Review: I'm a Stranger Here Myself by Bill Bryson


    In 1995, Bill Bryson moved his family from England, where he himself had resided for twenty years, to Hanover, New Hampshire for no other reason then “it seemed an awfully nice place”.  In 1996, an old friend of his, Simon Kelner, contacted Bryson to write a weekly column for the British magazine Night & Day about living in America.  In I’m a Stranger Here Myself: Notes on Returning to America After Twenty Years Away, Bryson catalogs his experiences returning to America, and the strange situations he constantly finds himself in a series of essays adapted from the columns written for Night & Day.

    In the first essay of the book titled, “Coming Home”, Bryson chronicles exactly how it feels returning to his home land:

    “Coming back to your native land after an absence of many years is a surprisingly unsettling
     business, a little like waking from a long coma.  Time, you discover, has wrought changed that
     leave you feeling mildly foolish and out of touch.”

This sense of bewilderment and displacement is evident through out the essays, which span topics from a visit to the barbershop to buying a new computer.  Everything that Bryson has done as an adult, such as taking out a mortgage or buying a new car, he has done in England first and adjusting to the “American Way” is turning out to be just a little difficult.

     The experiences Bryson had in England are what enables him to turn the habits of American society upside down, making the activities which Americans find so natural utterly absurd .  No essay shows this better than “Why No One Walks”:

    “The fact is, we not only don’t walk anywhere anymore in this country, we won’t walk anywhere,
     and woe to anyone who tries to make us, as a town here in New Hampshire called Laconia
     discovered to it’s cost. “

Essentially, the poor government officials in Laconia spent $5 million in order to make the downtown shopping district pedestrian friendly, and while it was a beautiful design it was also a  financial disaster, pushing away the shoppers, who having to walk a block back to the parking lot, turned their patronage to suburbian malls.  The charming quirk to refuse to walk is just one of the wonderful things about living in America Bryson points out.

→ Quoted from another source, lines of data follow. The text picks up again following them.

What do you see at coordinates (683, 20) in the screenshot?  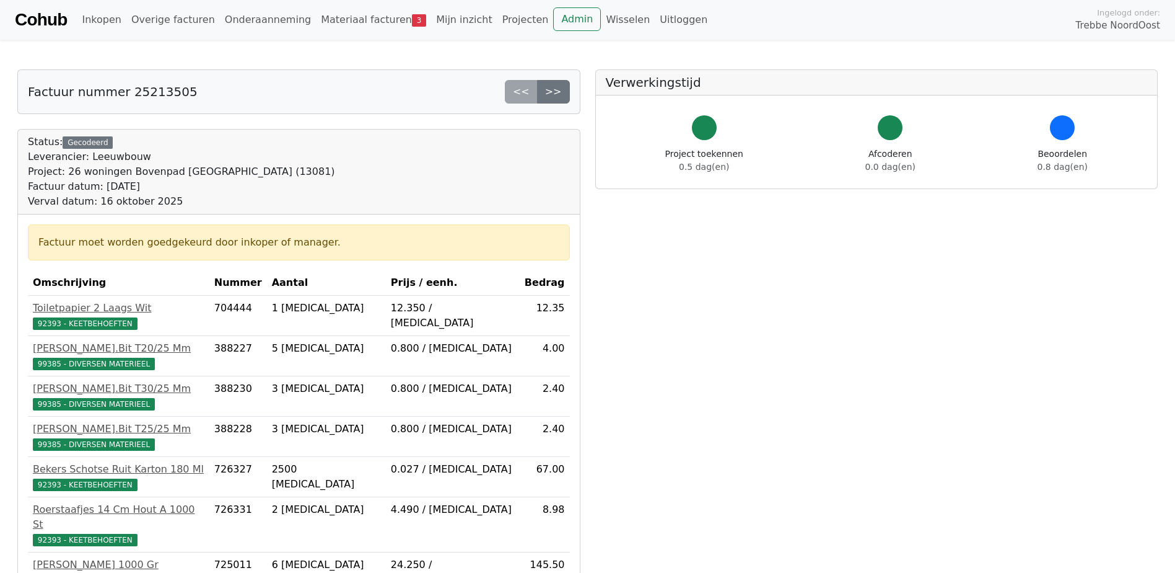 I see `a: Uitloggen` at bounding box center [683, 20].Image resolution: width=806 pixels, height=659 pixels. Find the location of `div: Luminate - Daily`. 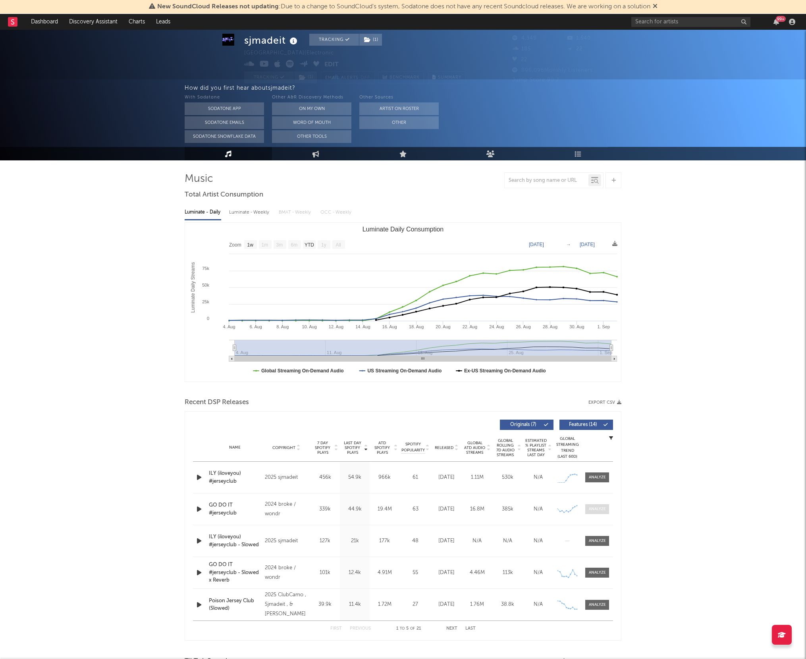

div: Luminate - Daily is located at coordinates (203, 212).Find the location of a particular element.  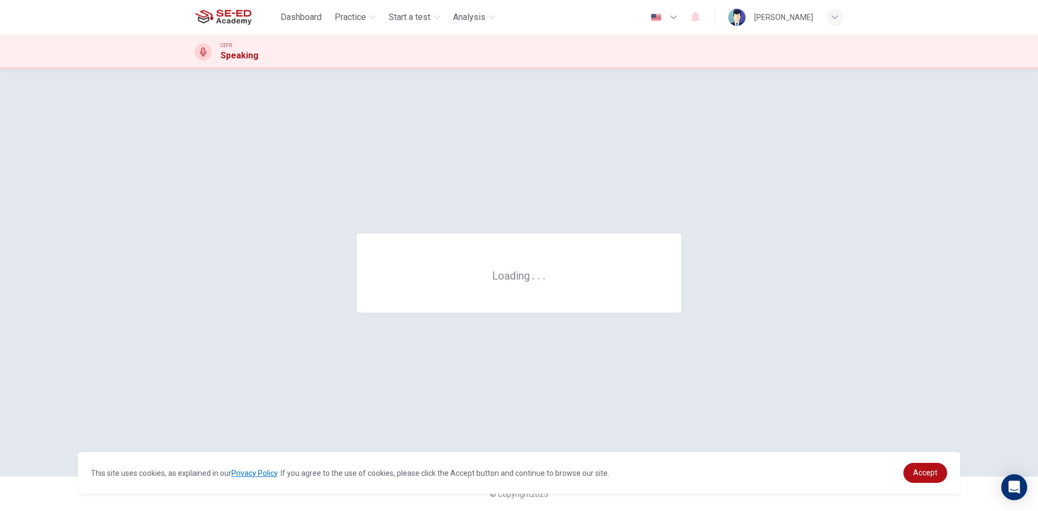

div: Open Intercom Messenger is located at coordinates (1014, 487).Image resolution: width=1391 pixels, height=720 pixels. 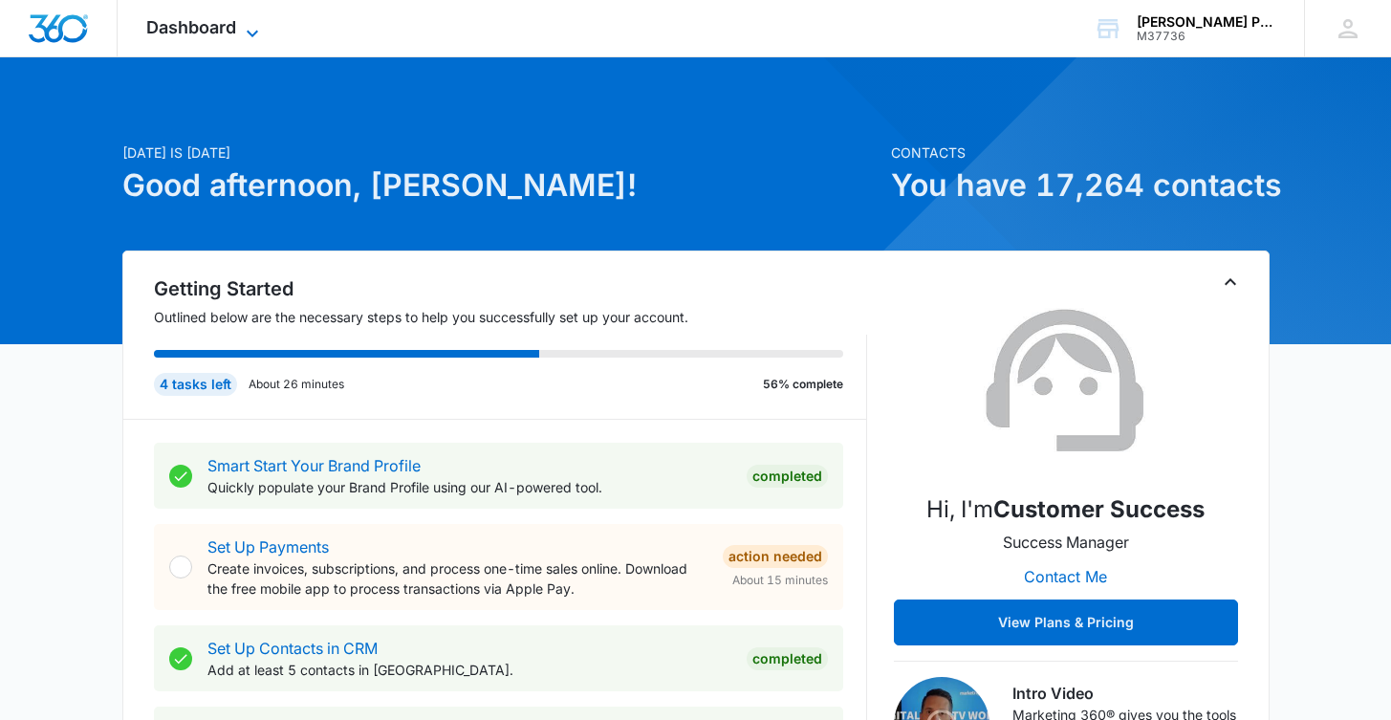 I want to click on h3: Intro Video, so click(x=1125, y=693).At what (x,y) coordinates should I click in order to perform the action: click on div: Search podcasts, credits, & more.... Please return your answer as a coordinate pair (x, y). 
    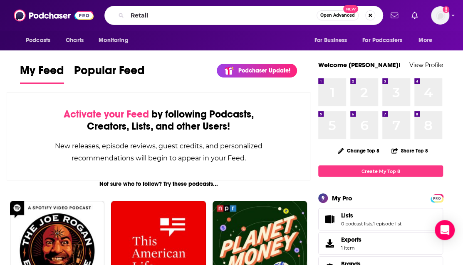
    Looking at the image, I should click on (244, 15).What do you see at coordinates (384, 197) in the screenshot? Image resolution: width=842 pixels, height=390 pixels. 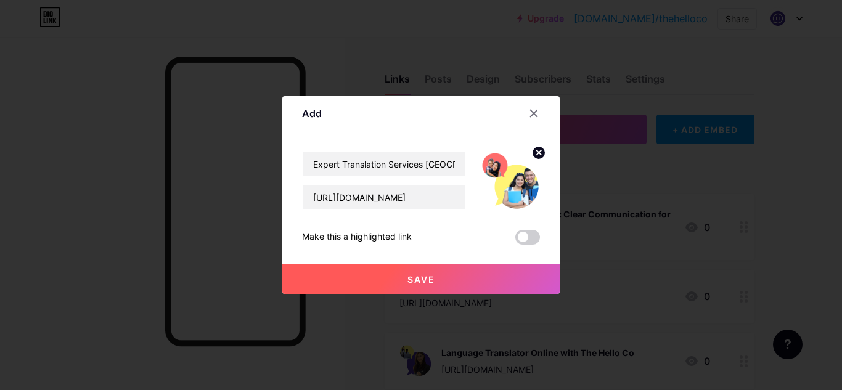 I see `input: URL` at bounding box center [384, 197].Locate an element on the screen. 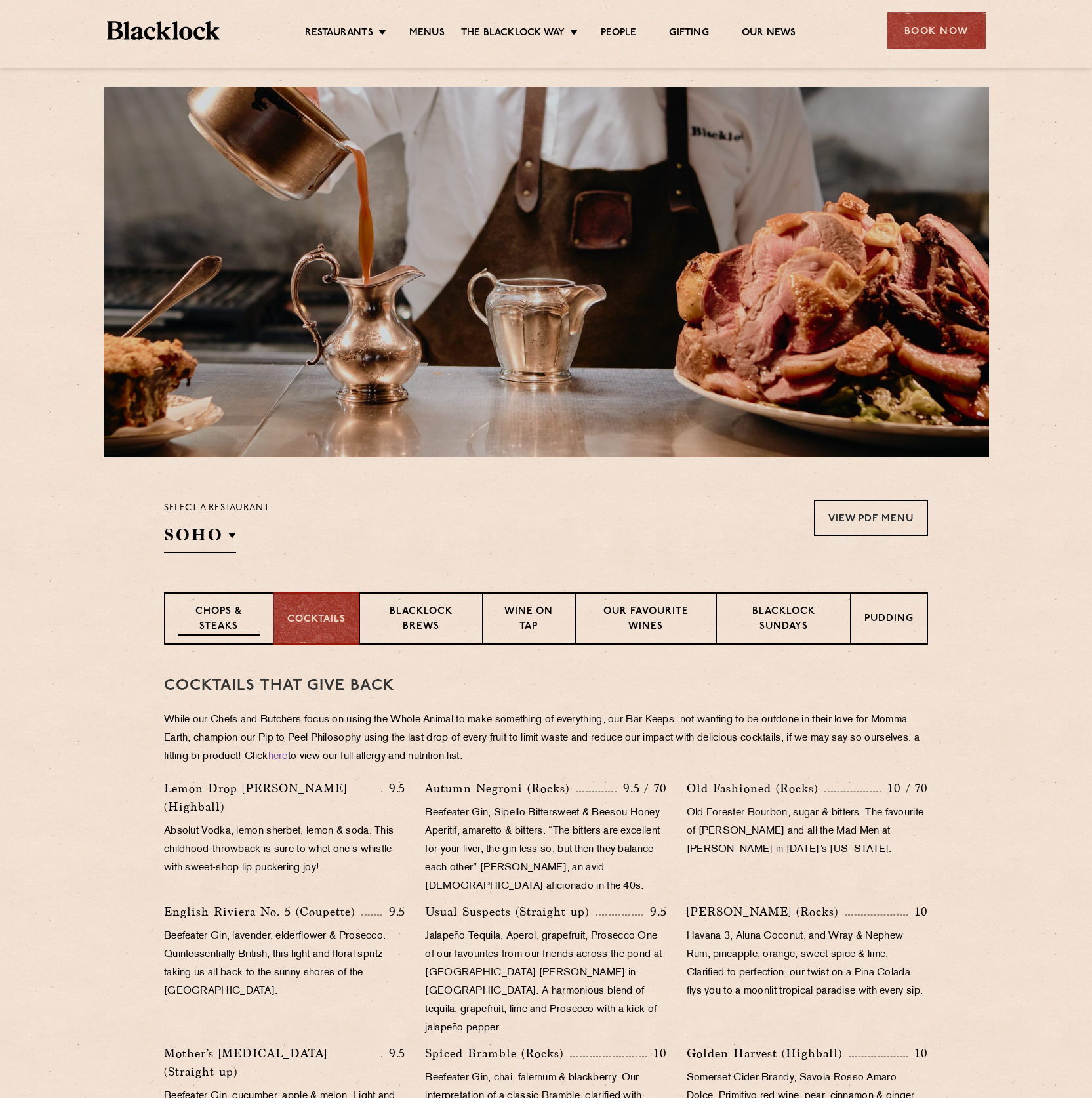 This screenshot has width=1092, height=1098. h3: Cocktails That Give Back is located at coordinates (546, 686).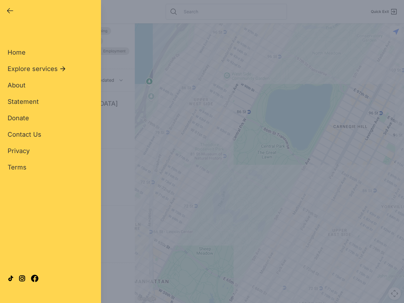 The height and width of the screenshot is (303, 404). I want to click on a: Terms, so click(17, 167).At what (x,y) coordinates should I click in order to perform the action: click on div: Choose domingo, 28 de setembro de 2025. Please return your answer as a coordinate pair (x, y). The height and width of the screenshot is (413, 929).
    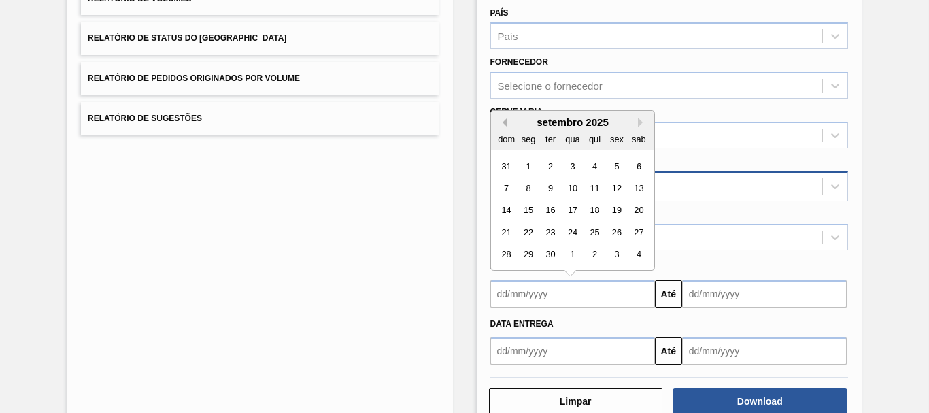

    However it isn’t all tongue in cheek; Bryson does reflect on the good aspects America has to offer, such as Thanksgiving, in his essay “The Best American Holiday”:

     “Perhaps the nicest, and certainly the noblest, aspect of Thanksgiving is that it give you a formal,
       official occasion to give thanks for all those things for which you should be grateful.”

As Thanksgiving remains one of the least commercialized major holidays in America, we can all sit back and appreciate it’s simplicity.  Reading of Bryson’s fond memories from his childhood, and the warm feelings brought on from his current Thanksgiving allows readers to reflect back on their own memories and smile.

     Throughout the book Bryson manages to paint a wildly funny, and oftentimes biting, portrait of America, leaving no tradition unexamined, no idiosyncrasy unturned.  Seeing America from the view of an insider who became an outsider who became an insider is a refreshing and infuriating read.  If that sounded confusing , as soon as you pick up I’m a Stranger Here Myself you’ll see exactly what I’m talking about.


Bryson, Bill.  I’m a Stranger Here Myself: Notes on Returning to America After Twenty Years Away. New York, NY: Broadway Books, 1999. 288 pages. $14.95.